450um terahertz waves at room temperature: one solid laser
To achieve this breakthrough, the company has developed a long-wavelength mid-infrared quantum cascade laser, in which it designed the laser structure based on research and analysis results of the terahertz wave generation principle. Terahertz waves are electromagnetic waves near 300 μm that correspond to a frequency of 1 THz. The shorter-wavelength terahertz waves overlap with far-infrared light and the longer-wavelength waves overlap with millimeter waves. Terahertz waves have intermediate characteristics between those of light and radio waves, and the bandwidth at wavelengths longer than 300 μm and frequencies lower than 1 THz is called the sub-terahertz range.
Last year, Hamamatsu Photonics developed a “terahertz nonlinear quantum cascade laser (QCL) that uses a unique anti-crossed dual-upper-state design (AnticrossDAU). This QCL produces two mid-infrared rays at different wavelengths within a range from 6 to 11μm from a single semiconductor device and induces a nonlinear optical effect inside the device.
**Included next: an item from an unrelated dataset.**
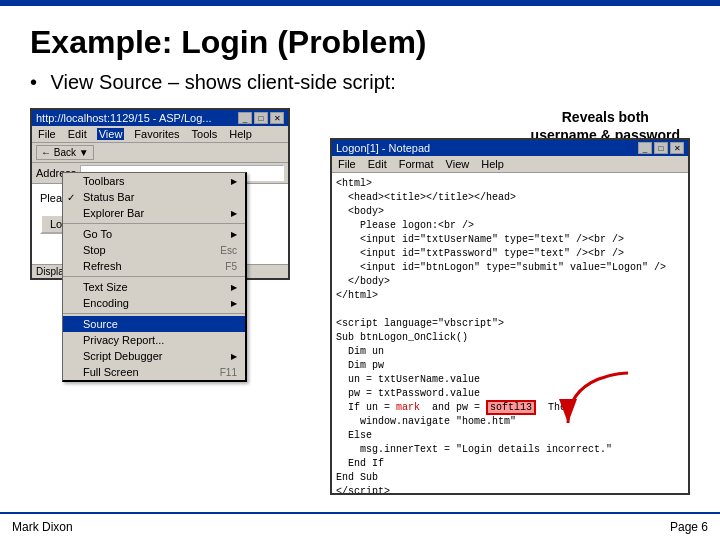 This screenshot has height=540, width=720. I want to click on close-button: ✕, so click(277, 118).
The QCL in this way serves as a single compact semiconductor laser that operates at room temperature and generates terahertz waves up to a wavelength of 150μm. To generate electromagnetic waves at even longer wavelengths in the sub-terahertz range, it is essential to produce and output two mid-infrared light rays at longer wavelength but this has been extremely difficult to achieve since the longer wavelength light is likely to be absorbed within the device.
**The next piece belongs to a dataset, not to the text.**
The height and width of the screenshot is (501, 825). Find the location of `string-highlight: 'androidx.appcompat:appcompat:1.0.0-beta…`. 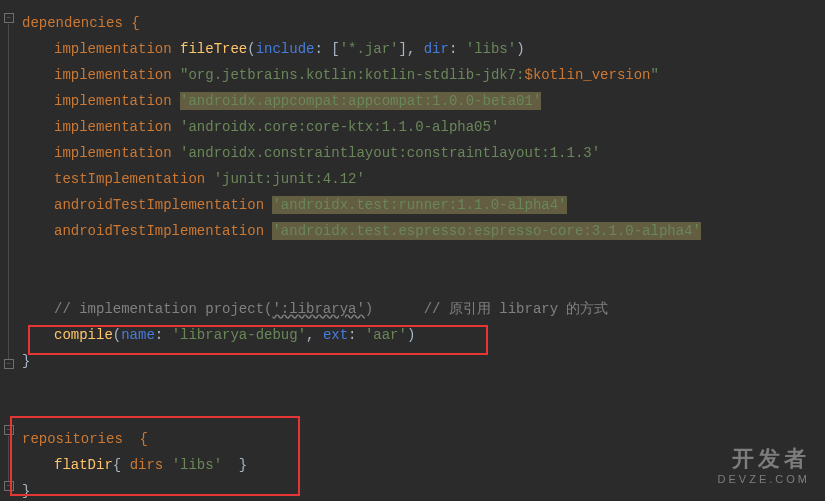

Through this research, the company investigated the characteristics of many QCLs to clarify wavelength conversion process in a terahertz nonlinear QCL and found that it could apply the theory of a nonlinear optical effect, called coherent optical rectification, which had not been evaluated before. By applying this theory to the wavelength conversion mechanism using the nonlinear optical effect, the researchers optimized the anti-crossed dual-upper-state design to suppress the unwanted absorption of light inside the device, thus allowing output of the two mid-infrared light rays at longer wavelengths up to 13 to 14μm while increasing the wavelength conversion efficiency. In this way, they succeeded in outputting terahertz waves at 450μm in the terahertz range, believed to be the world’s longest wavelength available from a single semiconductor laser operating at room temperature.
Results from this research will be useful in applications such as quality testing and non-destructive inspection of drugs and foods containing components that absorb electromagnetic waves in the sub-terahertz range as well as submillimeter astronomy and high-speed and high-capacity communication over short distances.